When Florida’s GOP-controlled legislature in 2010 approved an expansion of a program that gives corporations tax credits for awarding needy students private school scholarships, the measure had significant backing from Democrats. When the original program was launched almost a decade earlier, only one Democrat in the entire legislature voted for it.

State Rep. Darren Soto, an Orlando Democrat (pictured above), said he supported the recent tax-credit expansion because it would help needy families in his district seek out Roman Catholic schools and other options.

“Religious education is very important and popular to a lot of my constituents,” Mr. Soto explained in an interview. “There’s room for a strong public education system, as well as private options.”

The historical context:

Vouchers are perhaps most famously associated with the late economist Milton Friedman, who saw private school choice as the embodiment of a thriving free market in education.

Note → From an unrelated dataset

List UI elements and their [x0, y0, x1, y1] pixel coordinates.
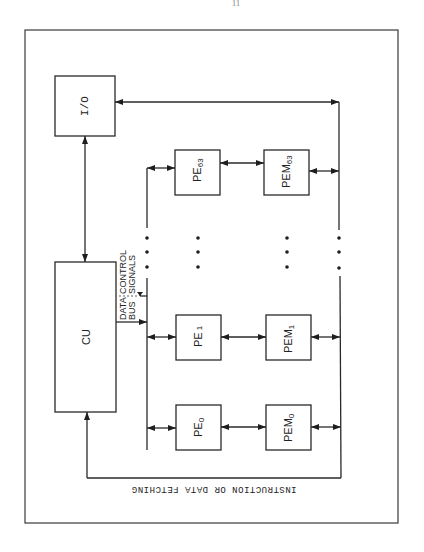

Yet Democrats’ interest in vouchers dates back at least as far as the 1960s, notes Adam Emerson, the director of the program on parental choice at the Thomas B. Fordham Institute in Washington.

George McGovern, the Democratic Party’s nominee for president in 1972, publicly backed creating tax credits to cover families’ private school costs. The party’s platform that year supported directing “financial aid by a constitutional formula to children in nonpublic schools.”

Another influential backer of that idea in the party was the late U.S. Sen. Daniel Patrick Moynihan of New York, who had a strong interest in helping Catholic schools and argued that distinctions between public and private schools mattered little to families.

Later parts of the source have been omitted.